Advertisement
If you have a new account but are having problems posting or verifying your account, please email us on hello@boards.ie for help. Thanks :)
Hello all! Please ensure that you are posting a new thread or question in the appropriate forum. The Feedback forum is overwhelmed with questions that are having to be moved elsewhere. If you need help to verify your account contact hello@boards.ie

Nigel Farage cries persecution, nobody wants to be his banker after ties to Russia

Options
1505153555687

Comments

  • Posts: 0 [Deleted User]


    I can say quite confidently that his political beliefs formed a basis for his account closure.

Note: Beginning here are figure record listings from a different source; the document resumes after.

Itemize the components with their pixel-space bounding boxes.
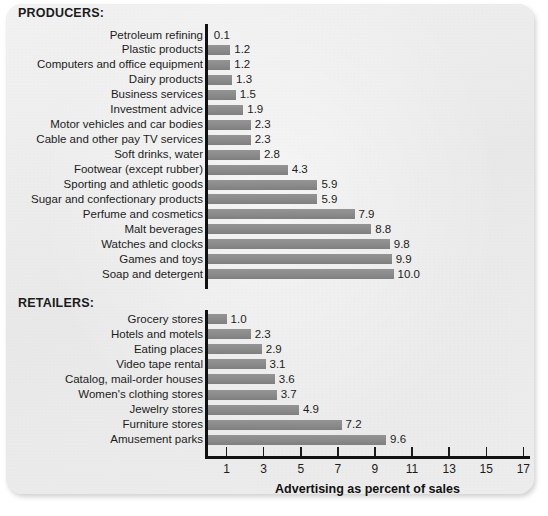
bar-value-label: 7.9	[359, 208, 375, 220]
bar	[208, 435, 386, 445]
category-label: Plastic products	[122, 43, 203, 56]
category-label: Cable and other pay TV services	[36, 133, 203, 146]
category-label: Business services	[111, 88, 203, 101]
bar	[208, 180, 317, 190]
bar-value-label: 8.8	[375, 223, 391, 235]
category-label: Jewelry stores	[130, 403, 204, 416]
section-heading-retailers: RETAILERS:	[18, 296, 94, 310]
bar-value-label: 2.3	[255, 118, 271, 130]
bar-value-label: 4.9	[303, 403, 319, 415]
bar-value-label: 1.0	[231, 313, 247, 325]
bar-value-label: 0.1	[214, 29, 230, 41]
bar-value-label: 10.0	[398, 268, 420, 280]
bar	[208, 209, 355, 219]
category-label: Motor vehicles and car bodies	[50, 118, 203, 131]
x-axis-tick	[448, 447, 450, 456]
bar	[208, 359, 266, 369]
bar	[208, 45, 230, 55]
category-label: Malt beverages	[124, 223, 203, 236]
x-axis-title: Advertising as percent of sales	[205, 482, 530, 496]
bar	[208, 405, 299, 415]
chart-page: PRODUCERS: RETAILERS: Advertising as per…	[0, 0, 548, 516]
x-axis-tick	[523, 447, 525, 456]
category-label: Soft drinks, water	[114, 148, 203, 161]
x-axis-tick-label: 3	[260, 462, 267, 476]
category-label: Computers and office equipment	[37, 58, 203, 71]
category-label: Perfume and cosmetics	[83, 208, 203, 221]
bar-value-label: 2.8	[264, 148, 280, 160]
bar	[208, 420, 342, 430]
x-axis-tick-label: 7	[335, 462, 342, 476]
bar-value-label: 3.1	[270, 358, 286, 370]
category-label: Investment advice	[110, 103, 203, 116]
category-label: Amusement parks	[110, 433, 203, 446]
bar-value-label: 2.9	[266, 343, 282, 355]
bar-value-label: 1.2	[234, 58, 250, 70]
bar	[208, 269, 394, 279]
bar	[208, 120, 251, 130]
bar	[208, 30, 210, 40]
bar-value-label: 5.9	[321, 193, 337, 205]
category-label: Sugar and confectionary products	[31, 193, 203, 206]
bar	[208, 105, 243, 115]
category-label: Catalog, mail-order houses	[65, 373, 203, 386]
bar	[208, 135, 251, 145]
x-axis-tick-label: 1	[223, 462, 230, 476]
bar	[208, 165, 288, 175]
bar	[208, 329, 251, 339]
x-axis-tick-label: 13	[442, 462, 455, 476]
bar-value-label: 7.2	[346, 418, 362, 430]
section-heading-producers: PRODUCERS:	[18, 6, 104, 20]
bar	[208, 314, 227, 324]
category-label: Video tape rental	[116, 358, 203, 371]
chart-plot-area: PRODUCERS: RETAILERS: Advertising as per…	[0, 0, 548, 516]
category-label: Hotels and motels	[111, 328, 203, 341]
category-label: Soap and detergent	[102, 268, 203, 281]
bar-value-label: 5.9	[321, 178, 337, 190]
category-label: Women's clothing stores	[78, 388, 203, 401]
x-axis-tick	[300, 447, 302, 456]
bar	[208, 194, 317, 204]
category-label: Grocery stores	[128, 313, 203, 326]
x-axis-tick	[337, 447, 339, 456]
bar-value-label: 2.3	[255, 328, 271, 340]
bar-value-label: 1.2	[234, 43, 250, 55]
bar-value-label: 9.8	[394, 238, 410, 250]
bar-value-label: 4.3	[292, 163, 308, 175]
bar	[208, 224, 371, 234]
bar-value-label: 2.3	[255, 133, 271, 145]
bar	[208, 60, 230, 70]
category-label: Sporting and athletic goods	[64, 178, 203, 191]
bar-value-label: 1.9	[247, 103, 263, 115]
bar-value-label: 3.7	[281, 388, 297, 400]
category-label: Footwear (except rubber)	[74, 163, 203, 176]
bar	[208, 239, 390, 249]
x-axis-tick	[411, 447, 413, 456]
bar	[208, 150, 260, 160]
x-axis-tick-label: 11	[406, 462, 418, 476]
x-axis-tick-label: 9	[372, 462, 379, 476]
x-axis-line	[205, 456, 530, 459]
bar	[208, 90, 236, 100]
category-label: Games and toys	[119, 253, 203, 266]
bar	[208, 390, 277, 400]
bar	[208, 254, 392, 264]
category-label: Dairy products	[129, 73, 203, 86]
bar	[208, 75, 232, 85]
x-axis-tick	[226, 447, 228, 456]
x-axis-tick	[374, 447, 376, 456]
x-axis-tick-label: 17	[517, 462, 530, 476]
category-label: Petroleum refining	[110, 29, 203, 42]
bar-value-label: 1.5	[240, 88, 256, 100]
bar-value-label: 9.9	[396, 253, 412, 265]
x-axis-tick-label: 15	[480, 462, 493, 476]
bar-value-label: 9.6	[390, 433, 406, 445]
category-label: Furniture stores	[122, 418, 203, 431]
bar	[208, 374, 275, 384]
category-label: Eating places	[134, 343, 203, 356]
x-axis-tick	[486, 447, 488, 456]
x-axis-tick-label: 5	[297, 462, 304, 476]
bar	[208, 344, 262, 354]
bar-value-label: 3.6	[279, 373, 295, 385]
bar-value-label: 1.3	[236, 73, 252, 85]
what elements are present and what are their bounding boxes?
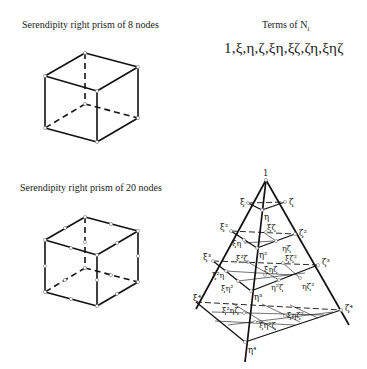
layer3-xi-label: ξ³	[203, 252, 211, 262]
apex-label: 1	[263, 168, 268, 178]
layer3-inner-label-0: ξ²ζ	[236, 254, 249, 263]
layer3-inner-label-6: ηζ²	[302, 282, 314, 291]
layer4-inner-label-0: ξ²ηζ	[222, 306, 239, 315]
layer3-inner-label-2: ξ²η	[212, 271, 225, 280]
layer3-inner-label-1: ξζ²	[285, 254, 297, 263]
layer4-inner-label-1: ξη²ζ	[259, 321, 276, 330]
layer4-eta-label: η⁴	[248, 345, 257, 355]
prism8-nodes	[43, 51, 139, 143]
layer1-xi-label: ξ	[240, 197, 245, 207]
layer3-eta-label: η³	[254, 292, 263, 302]
diagram-canvas: 1 ξ η ζ ξ² η² ζ² ξζ ξη ηζ ξ³ η³ ζ³ ξ²ζ ξ…	[0, 0, 367, 369]
layer2-eta-label: η²	[259, 250, 268, 260]
layer2-inner-label-1: ξη	[232, 239, 241, 248]
layer2-zeta-label: ζ²	[299, 228, 307, 238]
prism20-figure	[45, 217, 138, 306]
layer4-xi-label: ξ⁴	[193, 293, 202, 303]
layer3-zeta-label: ζ³	[322, 257, 330, 267]
layer2-xi-label: ξ²	[220, 222, 228, 232]
layer2-inner-label-0: ξζ	[267, 223, 276, 232]
layer4-inner-label-2: ξηζ²	[287, 311, 304, 320]
layer3-inner-label-3: ξηζ	[264, 265, 278, 274]
prism8-figure	[45, 53, 138, 142]
layer1-eta-label: η	[264, 212, 269, 222]
layer3-inner-label-5: η²ζ	[271, 283, 284, 292]
layer2-inner-label-2: ηζ	[282, 244, 292, 253]
layer4-zeta-label: ζ⁴	[345, 303, 354, 313]
layer3-inner-label-4: ξη²	[221, 284, 233, 293]
layer1-zeta-label: ζ	[289, 197, 294, 207]
prism20-nodes	[43, 215, 139, 307]
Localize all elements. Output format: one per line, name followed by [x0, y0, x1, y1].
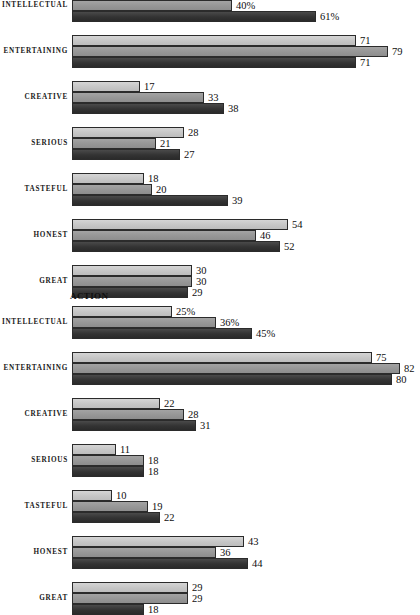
bar-value-label: 80: [396, 374, 407, 385]
bar-row: 29: [72, 582, 420, 593]
bar-dark: [72, 241, 280, 252]
bar-row: 71: [72, 57, 420, 68]
bar-value-label: 20: [156, 184, 167, 195]
bar-light: [72, 536, 244, 547]
bar-row: 79: [72, 46, 420, 57]
bar-group: INTELLECTUAL25%36%45%: [0, 306, 420, 339]
category-label: ENTERTAINING: [0, 364, 68, 372]
bar-value-label: 21: [160, 138, 171, 149]
bar-dark: [72, 11, 316, 22]
bar-group: ENTERTAINING758280: [0, 352, 420, 385]
bar-value-label: 40%: [236, 0, 255, 11]
bar-value-label: 39: [232, 195, 243, 206]
bar-medium: [72, 230, 256, 241]
bar-row: 18: [72, 455, 420, 466]
bar-value-label: 18: [148, 466, 159, 477]
bar-group: SERIOUS111818: [0, 444, 420, 477]
bar-light: [72, 219, 288, 230]
bar-dark: [72, 558, 248, 569]
bar-value-label: 33: [208, 92, 219, 103]
category-label: HONEST: [0, 548, 68, 556]
category-label: CREATIVE: [0, 93, 68, 101]
bar-row: 22: [72, 398, 420, 409]
bar-value-label: 25%: [176, 306, 195, 317]
bar-row: 39: [72, 195, 420, 206]
bar-light: [72, 306, 172, 317]
bar-row: 46: [72, 230, 420, 241]
bar-row: 22: [72, 512, 420, 523]
bar-row: 21: [72, 138, 420, 149]
bar-group: INTELLECTUAL40%61%: [0, 0, 420, 22]
bar-light: [72, 127, 184, 138]
bar-row: 52: [72, 241, 420, 252]
bar-value-label: 38: [228, 103, 239, 114]
bar-light: [72, 490, 112, 501]
bar-group: HONEST433644: [0, 536, 420, 569]
bar-row: 27: [72, 149, 420, 160]
bar-value-label: 28: [188, 409, 199, 420]
bar-light: [72, 352, 372, 363]
bar-value-label: 75: [376, 352, 387, 363]
bar-row: 18: [72, 173, 420, 184]
bar-value-label: 18: [148, 604, 159, 615]
category-label: HONEST: [0, 231, 68, 239]
category-label: INTELLECTUAL: [0, 1, 68, 9]
bar-value-label: 82: [404, 363, 415, 374]
bar-row: 18: [72, 604, 420, 615]
bar-row: 75: [72, 352, 420, 363]
category-label: CREATIVE: [0, 410, 68, 418]
bar-medium: [72, 547, 216, 558]
bar-value-label: 17: [144, 81, 155, 92]
bar-dark: [72, 420, 196, 431]
bar-light: [72, 173, 144, 184]
bar-group: CREATIVE173338: [0, 81, 420, 114]
bar-row: 20: [72, 184, 420, 195]
bar-value-label: 36%: [220, 317, 239, 328]
bar-row: 19: [72, 501, 420, 512]
bar-value-label: 28: [188, 127, 199, 138]
bar-row: 18: [72, 466, 420, 477]
bar-dark: [72, 374, 392, 385]
bar-row: 10: [72, 490, 420, 501]
bar-value-label: 52: [284, 241, 295, 252]
bar-value-label: 27: [184, 149, 195, 160]
bar-light: [72, 444, 116, 455]
bar-dark: [72, 466, 144, 477]
bar-row: 29: [72, 593, 420, 604]
bar-value-label: 29: [192, 593, 203, 604]
category-label: TASTEFUL: [0, 185, 68, 193]
bar-row: 43: [72, 536, 420, 547]
bar-group: HONEST544652: [0, 219, 420, 252]
bar-light: [72, 35, 356, 46]
bar-row: 61%: [72, 11, 420, 22]
bar-value-label: 18: [148, 455, 159, 466]
bar-medium: [72, 0, 232, 11]
category-label: GREAT: [0, 594, 68, 602]
bar-row: 11: [72, 444, 420, 455]
bar-group: CREATIVE222831: [0, 398, 420, 431]
bar-row: 33: [72, 92, 420, 103]
bar-dark: [72, 103, 224, 114]
bar-value-label: 31: [200, 420, 211, 431]
bar-light: [72, 582, 188, 593]
bar-value-label: 29: [192, 582, 203, 593]
bar-row: 82: [72, 363, 420, 374]
bar-dark: [72, 149, 180, 160]
bar-dark: [72, 57, 356, 68]
bar-row: 44: [72, 558, 420, 569]
bar-medium: [72, 46, 388, 57]
bar-row: 28: [72, 127, 420, 138]
bar-value-label: 44: [252, 558, 263, 569]
bar-group: GREAT292918: [0, 582, 420, 615]
bar-medium: [72, 363, 400, 374]
bar-value-label: 11: [120, 444, 130, 455]
bar-group: TASTEFUL101922: [0, 490, 420, 523]
bar-dark: [72, 195, 228, 206]
bar-row: 31: [72, 420, 420, 431]
bar-row: 40%: [72, 0, 420, 11]
bar-value-label: 22: [164, 398, 175, 409]
bar-row: 25%: [72, 306, 420, 317]
bar-row: 36%: [72, 317, 420, 328]
bar-group: ENTERTAINING717971: [0, 35, 420, 68]
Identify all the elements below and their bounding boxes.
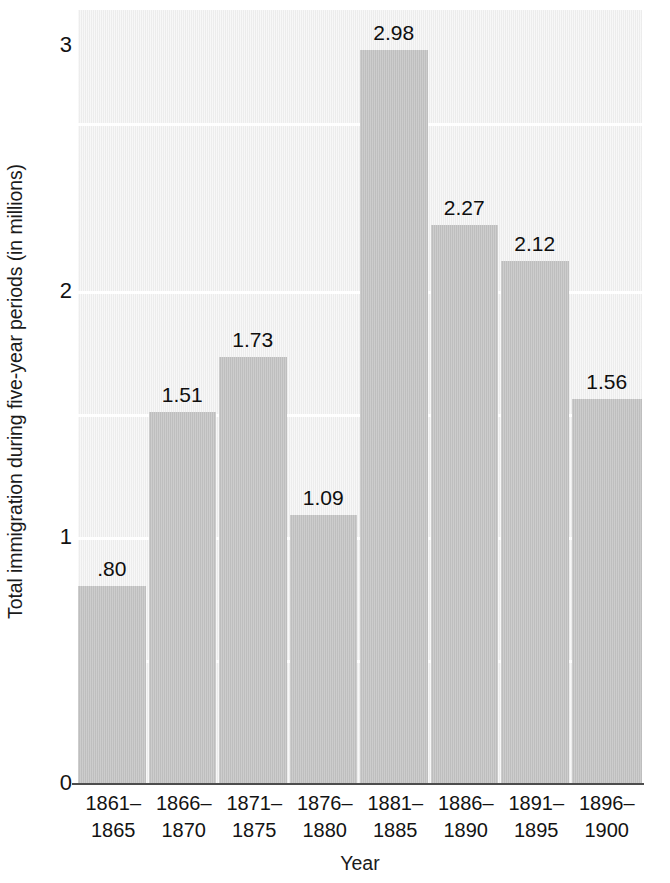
bar-1881-1885[interactable] xyxy=(360,50,428,783)
bar-1866-1870[interactable] xyxy=(149,412,217,783)
x-tick-line1: 1896– xyxy=(572,790,643,817)
x-tick-line1: 1891– xyxy=(501,790,572,817)
value-label-1871-1875: 1.73 xyxy=(218,329,289,350)
bar-slot-1871-1875 xyxy=(219,10,290,783)
immigration-bar-chart: Total immigration during five-year perio… xyxy=(0,0,670,883)
value-label-1896-1900: 1.56 xyxy=(572,371,643,392)
bar-1896-1900[interactable] xyxy=(572,399,643,783)
x-axis-tick-labels: 1861–1865 1866–1870 1871–1875 1876–1880 … xyxy=(78,790,642,852)
x-tick-line2: 1895 xyxy=(501,817,572,844)
y-tick-label-0: 0 xyxy=(32,772,72,794)
x-tick-1861-1865: 1861–1865 xyxy=(78,790,149,852)
x-tick-line1: 1871– xyxy=(219,790,290,817)
bar-slot-1881-1885 xyxy=(360,10,431,783)
bar-slot-1891-1895 xyxy=(501,10,572,783)
bar-1891-1895[interactable] xyxy=(501,261,569,783)
x-tick-line1: 1881– xyxy=(360,790,431,817)
x-tick-line2: 1875 xyxy=(219,817,290,844)
value-label-1891-1895: 2.12 xyxy=(500,233,571,254)
y-axis-title: Total immigration during five-year perio… xyxy=(0,0,30,783)
x-tick-1891-1895: 1891–1895 xyxy=(501,790,572,852)
x-tick-line1: 1876– xyxy=(290,790,361,817)
y-tick-label-3: 3 xyxy=(32,34,72,56)
x-tick-line2: 1890 xyxy=(431,817,502,844)
bar-slot-1896-1900 xyxy=(572,10,643,783)
bar-1886-1890[interactable] xyxy=(431,225,499,783)
value-label-1866-1870: 1.51 xyxy=(147,384,218,405)
bar-1861-1865[interactable] xyxy=(78,586,146,783)
bar-1871-1875[interactable] xyxy=(219,357,287,783)
x-tick-1876-1880: 1876–1880 xyxy=(290,790,361,852)
value-label-1886-1890: 2.27 xyxy=(429,197,500,218)
value-label-1861-1865: .80 xyxy=(77,558,148,579)
x-tick-line1: 1866– xyxy=(149,790,220,817)
x-axis-line xyxy=(72,783,644,785)
bar-1876-1880[interactable] xyxy=(290,515,358,783)
y-tick-label-1: 1 xyxy=(32,526,72,548)
x-tick-1871-1875: 1871–1875 xyxy=(219,790,290,852)
x-tick-line1: 1886– xyxy=(431,790,502,817)
x-tick-line2: 1870 xyxy=(149,817,220,844)
y-tick-label-2: 2 xyxy=(32,280,72,302)
bar-slot-1861-1865 xyxy=(78,10,149,783)
value-label-1881-1885: 2.98 xyxy=(359,22,430,43)
x-tick-1886-1890: 1886–1890 xyxy=(431,790,502,852)
x-tick-line1: 1861– xyxy=(78,790,149,817)
x-tick-line2: 1865 xyxy=(78,817,149,844)
x-tick-1896-1900: 1896–1900 xyxy=(572,790,643,852)
x-tick-line2: 1900 xyxy=(572,817,643,844)
x-tick-line2: 1880 xyxy=(290,817,361,844)
x-tick-1881-1885: 1881–1885 xyxy=(360,790,431,852)
x-tick-line2: 1885 xyxy=(360,817,431,844)
bar-slot-1876-1880 xyxy=(290,10,361,783)
bar-slot-1886-1890 xyxy=(431,10,502,783)
x-tick-1866-1870: 1866–1870 xyxy=(149,790,220,852)
value-label-1876-1880: 1.09 xyxy=(288,487,359,508)
x-axis-title: Year xyxy=(78,852,642,875)
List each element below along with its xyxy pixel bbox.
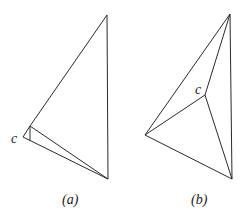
edge-a-c-bottom bbox=[23, 137, 108, 179]
edge-b-c-top bbox=[205, 14, 230, 95]
caption-b: (b) bbox=[191, 192, 208, 208]
diagram-canvas: c (a) c (b) bbox=[0, 0, 244, 214]
edge-a-top-upper bbox=[30, 15, 107, 126]
edge-b-top-bottom bbox=[230, 14, 232, 179]
edge-a-upper-bottom bbox=[30, 126, 108, 179]
edge-b-c-left bbox=[145, 95, 205, 135]
figure-a: c (a) bbox=[11, 15, 108, 208]
edge-b-c-bottom bbox=[205, 95, 232, 179]
edge-a-top-bottom bbox=[107, 15, 108, 179]
edge-a-upper-c bbox=[23, 126, 30, 137]
edge-b-left-bottom bbox=[145, 135, 232, 179]
figure-b: c (b) bbox=[145, 14, 232, 208]
label-a-c: c bbox=[11, 131, 18, 146]
edge-b-top-left bbox=[145, 14, 230, 135]
caption-a: (a) bbox=[62, 192, 79, 208]
label-b-c: c bbox=[195, 82, 202, 97]
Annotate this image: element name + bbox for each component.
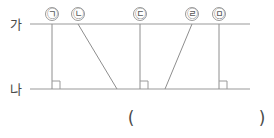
segment-rieul: [165, 24, 192, 89]
segment-nieun: [78, 24, 117, 89]
point-label-giyeok: ㉠: [47, 8, 58, 21]
line-label-ga: 가: [10, 17, 22, 32]
line-label-na: 나: [10, 82, 22, 97]
point-label-nieun: ㉡: [73, 8, 84, 21]
geometry-diagram: ㉠ ㉡ ㉢ ㉣ ㉤ 가 나 ( ): [0, 0, 274, 138]
point-label-mieum: ㉤: [214, 8, 225, 21]
right-angle-mark-giyeok: [52, 81, 60, 89]
answer-close-paren: ): [259, 108, 266, 128]
point-label-digeut: ㉢: [135, 8, 146, 21]
answer-open-paren: (: [128, 108, 135, 128]
geometry-figure-container: ㉠ ㉡ ㉢ ㉣ ㉤ 가 나 ( ): [0, 0, 274, 138]
right-angle-mark-digeut: [140, 81, 148, 89]
right-angle-mark-mieum: [219, 81, 227, 89]
point-label-rieul: ㉣: [187, 8, 198, 21]
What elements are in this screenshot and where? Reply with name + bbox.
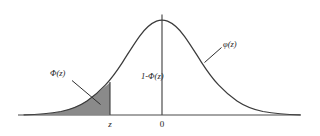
label-cdf-phi-z: Φ(z) [50, 68, 66, 78]
normal-distribution-figure: Φ(z) 1-Φ(z) φ(z) z 0 [0, 0, 320, 136]
phi-pdf-leader-line [205, 48, 222, 63]
tick-label-zero: 0 [160, 119, 165, 129]
tick-label-z: z [107, 119, 112, 129]
distribution-plot: Φ(z) 1-Φ(z) φ(z) z 0 [0, 0, 320, 136]
label-one-minus-phi-z: 1-Φ(z) [141, 71, 164, 81]
label-pdf-phi-z: φ(z) [223, 39, 237, 49]
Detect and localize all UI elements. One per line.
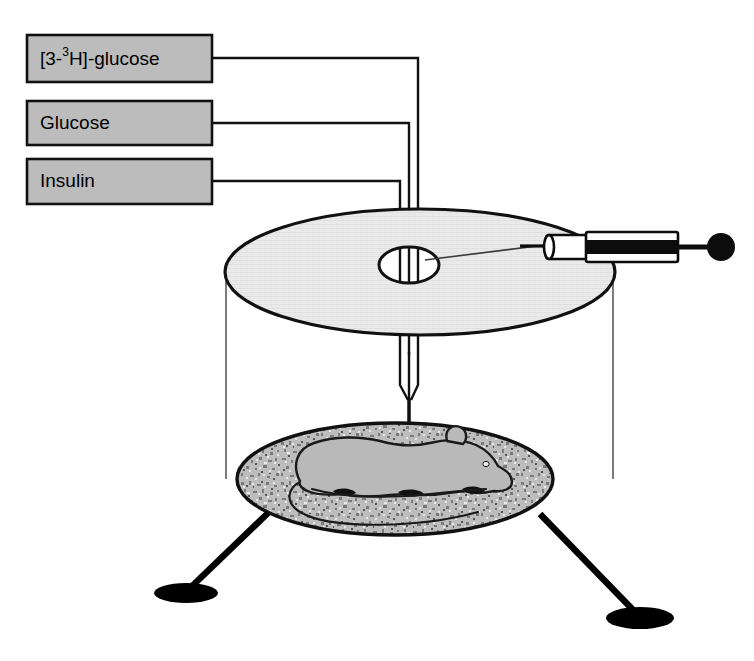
reagent-label-tracer: [3-3H]-glucose [40,45,160,69]
reagent-box-glucose[interactable]: Glucose [27,101,212,145]
reagent-box-insulin[interactable]: Insulin [27,159,212,204]
reagent-label-glucose: Glucose [40,112,110,133]
syringe-plunger-knob [707,233,735,261]
tracer-prefix: [3- [40,48,62,69]
syringe-barrel-fluid [588,241,676,253]
infusion-apparatus-diagram: [3-3H]-glucose Glucose Insulin [0,0,754,661]
reagent-label-boxes: [3-3H]-glucose Glucose Insulin [27,35,212,204]
top-platform [225,209,615,335]
mouse-eye [483,461,489,466]
leg-right [540,514,637,614]
reagent-box-tracer[interactable]: [3-3H]-glucose [27,35,212,82]
syringe-ferrule-cap [544,235,554,259]
reagent-label-insulin: Insulin [40,170,95,191]
figure-root: [3-3H]-glucose Glucose Insulin [0,0,754,661]
mouse-body [296,437,512,496]
foot-right [606,607,674,629]
mouse-ear [446,426,466,444]
tracer-suffix: H]-glucose [69,48,160,69]
leg-left [188,513,268,590]
foot-left [154,583,218,603]
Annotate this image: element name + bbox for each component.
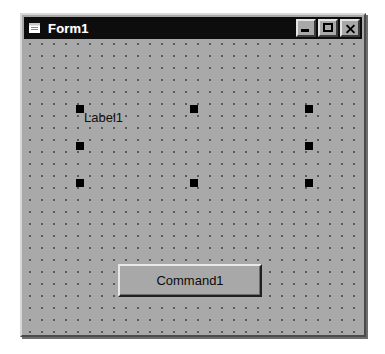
selection-handle-middle-right[interactable]: [305, 142, 313, 150]
selection-handle-bottom-right[interactable]: [305, 179, 313, 187]
minimize-button[interactable]: [296, 19, 316, 37]
label-caption: Label1: [84, 110, 123, 125]
selection-handle-bottom-center[interactable]: [190, 179, 198, 187]
form-design-surface[interactable]: Label1 Command1: [24, 39, 362, 333]
selection-handle-middle-left[interactable]: [76, 142, 84, 150]
form-designer-window[interactable]: Form1 Label1: [20, 13, 366, 337]
selection-handle-top-right[interactable]: [305, 105, 313, 113]
command-button-caption: Command1: [156, 273, 223, 288]
title-bar[interactable]: Form1: [24, 17, 362, 39]
maximize-icon: [323, 23, 333, 32]
command-button-command1[interactable]: Command1: [118, 264, 262, 297]
label-control-label1[interactable]: Label1: [80, 109, 317, 191]
selection-handle-top-left[interactable]: [76, 105, 84, 113]
window-title: Form1: [48, 21, 296, 36]
minimize-icon: [301, 29, 309, 32]
selection-handle-bottom-left[interactable]: [76, 179, 84, 187]
caption-button-group: [296, 19, 360, 37]
close-icon: [342, 21, 358, 35]
close-button[interactable]: [340, 19, 360, 37]
maximize-button[interactable]: [318, 19, 338, 37]
selection-handle-top-center[interactable]: [190, 105, 198, 113]
vb-form-icon: [28, 21, 43, 35]
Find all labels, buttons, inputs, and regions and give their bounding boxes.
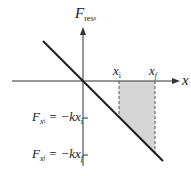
x-axis-label: x	[182, 73, 189, 88]
x-tick-label-xf: xf	[149, 64, 157, 80]
x-tick-label-xi: xi	[113, 64, 121, 80]
y-axis-arrow-icon	[80, 27, 86, 35]
work-area-shading	[119, 81, 155, 155]
y-tick-label-fxf: Fxf = −kxf	[32, 147, 83, 163]
x-axis-arrow-icon	[172, 78, 180, 84]
y-axis-label: Fresx	[75, 6, 96, 23]
force-vs-displacement-plot	[0, 0, 191, 176]
y-tick-label-fxi: Fxi = −kxi	[32, 110, 83, 126]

    That's always been my sole focus.



  • Moderators, Category Moderators, Science, Health & Environment Moderators, Social & Fun Moderators, Society & Culture Moderators Posts: 38,625 CMod ✭✭✭✭ancapailldorcha


    More lies. The money claim is proven by the dossier. I'm not going to waste my time on your linkdump.

    The foreigner residing among you must be treated as your native-born. Love them as yourself, for you were foreigners in Egypt. I am the LORD your God.

    Leviticus 19:34



  • Registered Users Posts: 4,955 ✭✭✭Shoog


    It is not what you have said repeatedly - which is that he had sufficient funds to maintain his account.

    You have asserted something which you have no facts to base your statement on, but lets be clear - he has insufficient funds and we know this because both Coutts and Nigel Farage have confirmed it.



  • Registered Users Posts: 2,636 ✭✭✭Nermal


    Why should it be legal for him to be denied any of those services on the basis of his political opinions and activism?



  • Registered Users Posts: 4,955 ✭✭✭Shoog


    Because private clubs have rules and standards within the limits of clearly defined law.

    If you don't agree its a private club please apply for an account and report back how you get on.



  • Advertisement
  • Moderators, Category Moderators, Science, Health & Environment Moderators, Social & Fun Moderators, Society & Culture Moderators Posts: 38,625 CMod ✭✭✭✭ancapailldorcha


    The foreigner residing among you must be treated as your native-born. Love them as yourself, for you were foreigners in Egypt. I am the LORD your God.

    Leviticus 19:34



  • Registered Users Posts: 3,069 ✭✭✭McFly85


    So a bank has to do business with him even though they feel his association with them may cost them money?

    This isn’t the bank hacking his account to find some privately held beliefs. This is an elitist organisation that puts huge resources managing its accounts compiling detailed information to review how much risk he’s worth to determine if they want to keep him as a client.

    Farages job is public political outrage. It’s a hollow argument to suggest the bank are targeting him simply for things he thinks.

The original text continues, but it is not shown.